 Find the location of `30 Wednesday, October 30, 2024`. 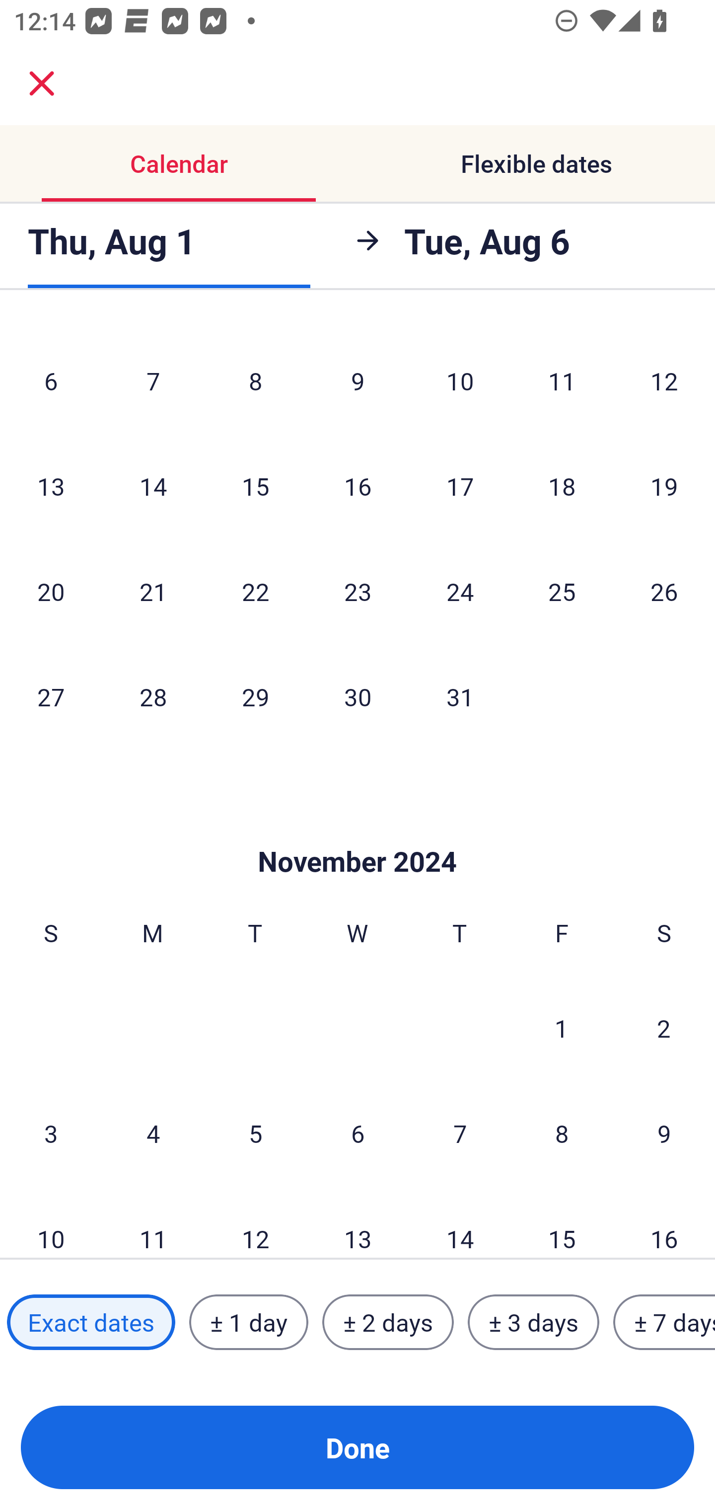

30 Wednesday, October 30, 2024 is located at coordinates (357, 696).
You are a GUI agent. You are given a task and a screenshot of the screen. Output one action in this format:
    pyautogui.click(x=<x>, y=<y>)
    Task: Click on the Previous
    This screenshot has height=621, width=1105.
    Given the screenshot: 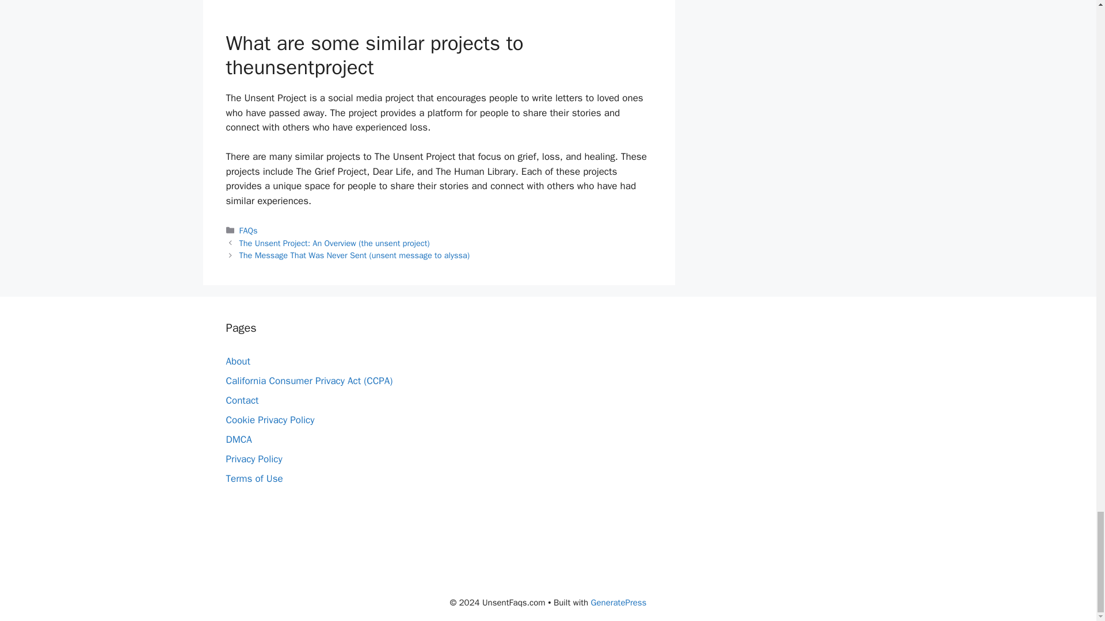 What is the action you would take?
    pyautogui.click(x=334, y=243)
    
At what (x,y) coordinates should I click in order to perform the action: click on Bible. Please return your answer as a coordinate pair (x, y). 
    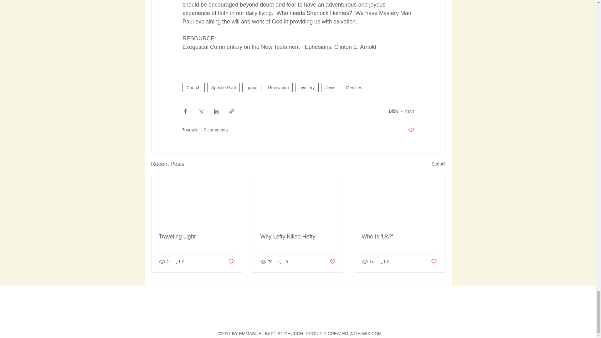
----
• Directions for this task
Your task is to reproduce exactly the lines from the start of the data above through the line containing "This screenshot has", leaving every picture out.

• Exercise response
 Find the location of `30 Wednesday, October 30, 2024`. 

30 Wednesday, October 30, 2024 is located at coordinates (357, 696).
You are a GUI agent. You are given a task and a screenshot of the screen. Output one action in this format:
    pyautogui.click(x=<x>, y=<y>)
    Task: Click on the Previous
    This screenshot has height=621, width=1105.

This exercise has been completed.